{"title":"Spatially aware Markov chain-based deterioration prediction of bridge components using a Graph Transformer","authors":"Shogo Inadomi, Pang-jo Chun","doi":"10.1111/mice.13497","DOIUrl":null,"url":null,"abstract":"This study proposes a Markov chain-based deterioration prediction framework that incorporates spatial relationships between structural components. Despite spatial clustering and propagation of damage, conventional research has left spatial dependencies underexplored. This study constructs graph representations that reflect component adjacency and employs a Graph Transformer to capture both local and distant dependencies. Synthetic datasets confirm the advantage of introducing spatial positioning in settings with probabilistic transitions and various component topologies. The model is also tested on a semi-automatically generated Tokyo girder bridge dataset. It improves precision sixfold over the percentage prediction method, surpasses a graph neural network, and outperforms a Transformer model without spatial information by five points on the real dataset and eight on a synthetic dataset. Attention weight analysis reveals that the model captures spatial dependencies and aligns with empirical deterioration mechanisms, offering interpretability. The proposed approach enables detailed element-level deterioration predictions, enhancing maintenance planning and safety.","PeriodicalId":156,"journal":{"name":"Computer-Aided Civil and Infrastructure Engineering","volume":"8 1","pages":""},"PeriodicalIF":8.5000,"publicationDate":"2025-05-03","publicationTypes":"Journal Article","fieldsOfStudy":null,"isOpenAccess":false,"openAccessPdf":"","citationCount":"0","resultStr":null,"platform":"Semanticscholar","paperid":null,"PeriodicalName":"Computer-Aided Civil and Infrastructure Engineering","FirstCategoryId":"5","ListUrlMain":"https://doi.org/10.1111/mice.13497","RegionNum":1,"RegionCategory":"工程技术","ArticlePicture":[],"TitleCN":null,"AbstractTextCN":null,"PMCID":null,"EPubDate":"","PubModel":"","JCR":"Q1","JCRName":"COMPUTER SCIENCE, INTERDISCIPLINARY APPLICATIONS","Score":null,"Total":0}
引用次数: 0
Abstract
This study proposes a Markov chain-based deterioration prediction framework that incorporates spatial relationships between structural components. Despite spatial clustering and propagation of damage, conventional research has left spatial dependencies underexplored. This study constructs graph representations that reflect component adjacency and employs a Graph Transformer to capture both local and distant dependencies. Synthetic datasets confirm the advantage of introducing spatial positioning in settings with probabilistic transitions and various component topologies. The model is also tested on a semi-automatically generated Tokyo girder bridge dataset. It improves precision sixfold over the percentage prediction method, surpasses a graph neural network, and outperforms a Transformer model without spatial information by five points on the real dataset and eight on a synthetic dataset. Attention weight analysis reveals that the model captures spatial dependencies and aligns with empirical deterioration mechanisms, offering interpretability. The proposed approach enables detailed element-level deterioration predictions, enhancing maintenance planning and safety.
期刊介绍:
Computer-Aided Civil and Infrastructure Engineering stands as a scholarly, peer-reviewed archival journal, serving as a vital link between advancements in computer technology and civil and infrastructure engineering. The journal serves as a distinctive platform for the publication of original articles, spotlighting novel computational techniques and inventive applications of computers. Specifically, it concentrates on recent progress in computer and information technologies, fostering the development and application of emerging computing paradigms.
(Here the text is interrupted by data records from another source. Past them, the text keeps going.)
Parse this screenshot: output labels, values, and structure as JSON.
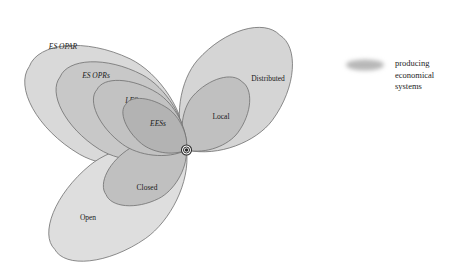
{
  "figure": {
    "background": "#ffffff",
    "hub": {
      "cx": 186.5,
      "cy": 150.0,
      "label": "origin-node"
    },
    "stroke_color": "#6f6f6f",
    "text_color": "#1a1a1a"
  },
  "petals": [
    {
      "id": "es-opar",
      "label": "ES OPAR",
      "italic": true,
      "group": "upper-left",
      "fill": "#d9d9d9",
      "angle_deg": 208,
      "length": 178,
      "width": 108,
      "label_x": 63,
      "label_y": 47,
      "z": 1
    },
    {
      "id": "es-oprs",
      "label": "ES OPRs",
      "italic": true,
      "group": "upper-left",
      "fill": "#c8c8c8",
      "angle_deg": 210,
      "length": 146,
      "width": 86,
      "label_x": 96,
      "label_y": 76,
      "z": 2
    },
    {
      "id": "less",
      "label": "LESs",
      "italic": true,
      "group": "upper-left",
      "fill": "#c2c2c2",
      "angle_deg": 214,
      "length": 108,
      "width": 62,
      "label_x": 133,
      "label_y": 101,
      "z": 3
    },
    {
      "id": "eess",
      "label": "EESs",
      "italic": true,
      "group": "upper-left",
      "fill": "#b3b3b3",
      "angle_deg": 217,
      "length": 76,
      "width": 44,
      "label_x": 158,
      "label_y": 124,
      "z": 4
    },
    {
      "id": "distributed",
      "label": "Distributed",
      "italic": false,
      "group": "right",
      "fill": "#d5d5d5",
      "angle_deg": 309,
      "length": 148,
      "width": 96,
      "label_x": 268,
      "label_y": 79,
      "z": 1
    },
    {
      "id": "local",
      "label": "Local",
      "italic": false,
      "group": "right",
      "fill": "#c0c0c0",
      "angle_deg": 309,
      "length": 88,
      "width": 58,
      "label_x": 221,
      "label_y": 117,
      "z": 2
    },
    {
      "id": "open",
      "label": "Open",
      "italic": false,
      "group": "lower-left",
      "fill": "#dedede",
      "angle_deg": 143,
      "length": 165,
      "width": 92,
      "label_x": 88,
      "label_y": 218,
      "z": 1
    },
    {
      "id": "closed",
      "label": "Closed",
      "italic": false,
      "group": "lower-left",
      "fill": "#c0c0c0",
      "angle_deg": 151,
      "length": 92,
      "width": 58,
      "label_x": 147,
      "label_y": 188,
      "z": 2
    }
  ],
  "legend": {
    "swatch": {
      "name": "producing-economical-systems-swatch",
      "cx": 365,
      "cy": 65,
      "rx": 19,
      "ry": 5.5,
      "fill": "#b8b8b8"
    },
    "lines": [
      "producing",
      "economical",
      "systems"
    ],
    "text_x": 395,
    "text_y": 58
  }
}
Encompassing a broad scope, the journal addresses bridge, construction, environmental, highway, geotechnical, structural, transportation, and water resources engineering. It extends its reach to the management of infrastructure systems, covering domains such as highways, bridges, pavements, airports, and utilities. The journal delves into areas like artificial intelligence, cognitive modeling, concurrent engineering, database management, distributed computing, evolutionary computing, fuzzy logic, genetic algorithms, geometric modeling, internet-based technologies, knowledge discovery and engineering, machine learning, mobile computing, multimedia technologies, networking, neural network computing, optimization and search, parallel processing, robotics, smart structures, software engineering, virtual reality, and visualization techniques.